Whew, it’s good to be back on the grid after 36 powerless hours following Sunday’s storm. I know what it’s like to live without electricity. I do that every summer for a week on Smuttynose Island. But blackouts here in Atlantic Heights are rare.
I was typing like the Energizer Bunny long after midnight when–BLAM–total darkness, and total silence. No more humming lightbulbs or buzzing refrigerator motor. No more New Age background music on Pandora. I felt my way to the bedroom with only the vague glow of the waxing gibbous moon.
There was still no power the next morning, nor the next. No newspaper, no computer, and thanks to a cleverly bundled Internet deal, no phone. I found an old wind-up alarm clock, but couldn’t locate a single battery-operated radio. It was great, at first, having an excuse for not working, or loading the dishwasher, or vacuuming, or making that appointment with the dentist.
Then suddenly it was dark again, and cold. I found six candles, all with different uncooperative scents. I found three flashlights. I wrapped myself in a blanket and drank melted chocolate ice cream and watched the candles flicker.
Funny how quickly a house turns into a cave when the power goes out. Curious too how briefly we’ve become addicted to everything that feeds on the electricity that leaks mysteriously from the walls. There are people my parents age who recall living without electricity. By the second day, I swear, I was already adjusting. Although, I will admit, making a toasted cheese sandwich on a gas stove by candlelight could be fatal.
Sure, I was thrilled when the lights came on – all of them at once – at 2 p.m. on Tuesday. Apparently I had tripped every switch by habit in the dark. But it was important, if only briefly, to feel a connection to my ancestors, all of them, whose minds were clearer and whose thoughts were deeper before the wires and the plugs and poles and the cords came. As an historian, I need to visit those times more often because, since pretty much the dawn of humankind, the phone never rang and darkness came early.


● Instructions to follow
Wherever the string "crosshatch" appears in the records, return the line that holds it.

Record extracts START

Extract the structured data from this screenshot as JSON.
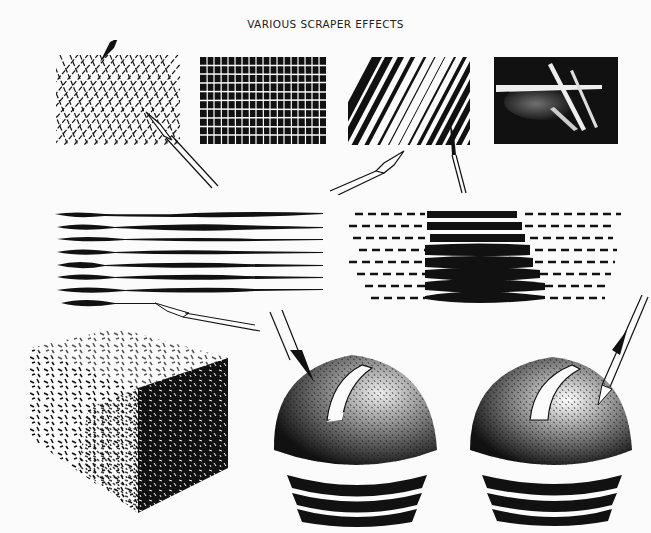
{
  "page": {
    "title": "VARIOUS SCRAPER EFFECTS",
    "background": "#fbfbfb",
    "ink": "#111111"
  },
  "illustrations": [
    {
      "id": "crosshatch",
      "description": "Scraped crosshatch grid with pen nib and scraper tool"
    },
    {
      "id": "grid-blocks",
      "description": "Black blocks separated by scraped white grid lines"
    },
    {
      "id": "diagonal-lines",
      "description": "Diagonal black stripes with pen and brush"
    },
    {
      "id": "light-streaks",
      "description": "White streaks scraped on black background"
    },
    {
      "id": "tapered-lines",
      "description": "Horizontal tapered lines with brush"
    },
    {
      "id": "dashed-lens",
      "description": "Dashed lines swelling into solid lens shape"
    },
    {
      "id": "stippled-cube",
      "description": "Cube rendered with scraped dashes"
    },
    {
      "id": "dome-left",
      "description": "Textured dome on threaded base with scraper"
    },
    {
      "id": "dome-right",
      "description": "Textured dome on threaded base with highlight and scraper"
    }
  ]
}
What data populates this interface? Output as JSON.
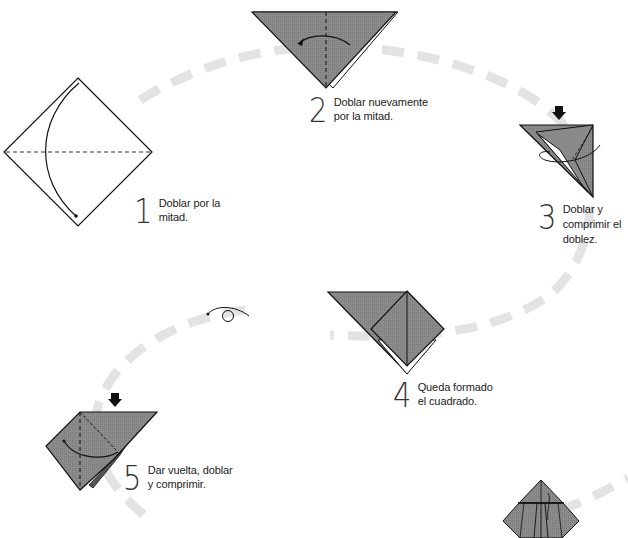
{
  "colors": {
    "paper_fill": "#8a8a8a",
    "outline": "#111111",
    "path_dash": "#e4e4e4",
    "background": "#ffffff"
  },
  "steps": [
    {
      "number": "1",
      "lines": [
        "Doblar por la",
        "mitad."
      ]
    },
    {
      "number": "2",
      "lines": [
        "Doblar nuevamente",
        "por la mitad."
      ]
    },
    {
      "number": "3",
      "lines": [
        "Doblar y",
        "comprimir el",
        "doblez."
      ]
    },
    {
      "number": "4",
      "lines": [
        "Queda formado",
        "el cuadrado."
      ]
    },
    {
      "number": "5",
      "lines": [
        "Dar vuelta, doblar",
        "y comprimir."
      ]
    }
  ],
  "symbols": {
    "turn_over": "turn-over-symbol",
    "push_arrow": "push-down-arrow",
    "fold_arrow": "fold-arrow"
  }
}
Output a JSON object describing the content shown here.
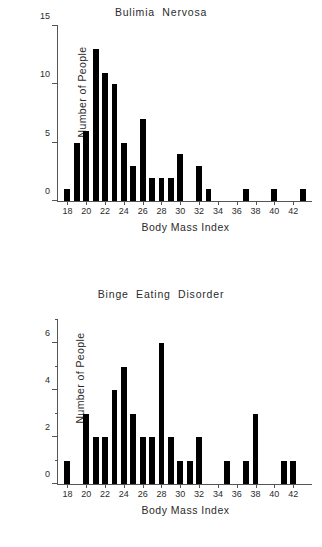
{
  "figure": {
    "background": "#ffffff",
    "bar_color": "#000000",
    "axis_color": "#555555"
  },
  "charts": [
    {
      "id": "bulimia",
      "title": "Bulimia  Nervosa",
      "xlabel": "Body Mass Index",
      "ylabel": "Number of People"
    },
    {
      "id": "binge",
      "title": "Binge  Eating  Disorder",
      "xlabel": "Body Mass Index",
      "ylabel": "Number of People"
    }
  ],
  "caption": "",
  "chart_data": [
    {
      "type": "bar",
      "title": "Bulimia  Nervosa",
      "xlabel": "Body Mass Index",
      "ylabel": "Number of People",
      "xlim": [
        17.0,
        44.0
      ],
      "ylim": [
        0,
        15
      ],
      "yticks": [
        0,
        5,
        10,
        15
      ],
      "ytick_labels": [
        "0",
        "5",
        "10",
        "15"
      ],
      "y_minor_ticks": [],
      "xticks": [
        18,
        20,
        22,
        24,
        26,
        28,
        30,
        32,
        34,
        36,
        38,
        40,
        42
      ],
      "xtick_labels": [
        "18",
        "20",
        "22",
        "24",
        "26",
        "28",
        "30",
        "32",
        "34",
        "36",
        "38",
        "40",
        "42"
      ],
      "grid": false,
      "legend": "none",
      "bar_width": 1,
      "categories": [
        18,
        19,
        20,
        21,
        22,
        23,
        24,
        25,
        26,
        27,
        28,
        29,
        30,
        31,
        32,
        33,
        34,
        35,
        36,
        37,
        38,
        39,
        40,
        41,
        42,
        43
      ],
      "values": [
        1,
        5,
        6,
        13,
        11,
        10,
        5,
        3,
        7,
        2,
        2,
        2,
        4,
        0,
        3,
        1,
        0,
        0,
        0,
        1,
        0,
        0,
        1,
        0,
        0,
        1
      ]
    },
    {
      "type": "bar",
      "title": "Binge  Eating  Disorder",
      "xlabel": "Body Mass Index",
      "ylabel": "Number of People",
      "xlim": [
        17.0,
        44.0
      ],
      "ylim": [
        0,
        7
      ],
      "yticks": [
        0,
        2,
        4,
        6
      ],
      "ytick_labels": [
        "0",
        "2",
        "4",
        "6"
      ],
      "y_minor_ticks": [
        1,
        3,
        5,
        7
      ],
      "xticks": [
        18,
        20,
        22,
        24,
        26,
        28,
        30,
        32,
        34,
        36,
        38,
        40,
        42
      ],
      "xtick_labels": [
        "18",
        "20",
        "22",
        "24",
        "26",
        "28",
        "30",
        "32",
        "34",
        "36",
        "38",
        "40",
        "42"
      ],
      "grid": false,
      "legend": "none",
      "bar_width": 1,
      "categories": [
        18,
        19,
        20,
        21,
        22,
        23,
        24,
        25,
        26,
        27,
        28,
        29,
        30,
        31,
        32,
        33,
        34,
        35,
        36,
        37,
        38,
        39,
        40,
        41,
        42
      ],
      "values": [
        1,
        0,
        3,
        2,
        2,
        4,
        5,
        3,
        2,
        2,
        6,
        2,
        1,
        1,
        2,
        0,
        0,
        1,
        0,
        1,
        3,
        0,
        0,
        1,
        1
      ]
    }
  ]
}
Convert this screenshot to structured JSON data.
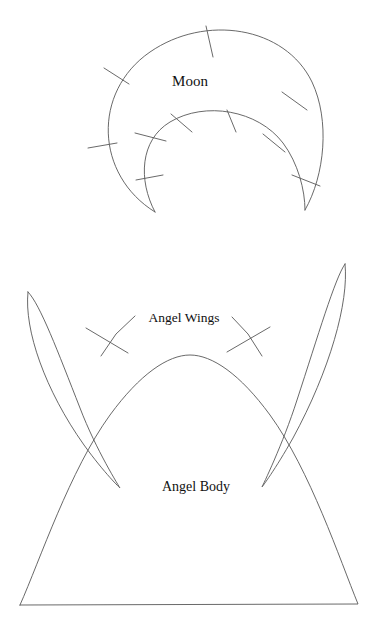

Record extracts END

● Result of the exercise
      "id": "crosshatch",
      "description": "Scraped crosshatch grid with pen nib and scraper tool"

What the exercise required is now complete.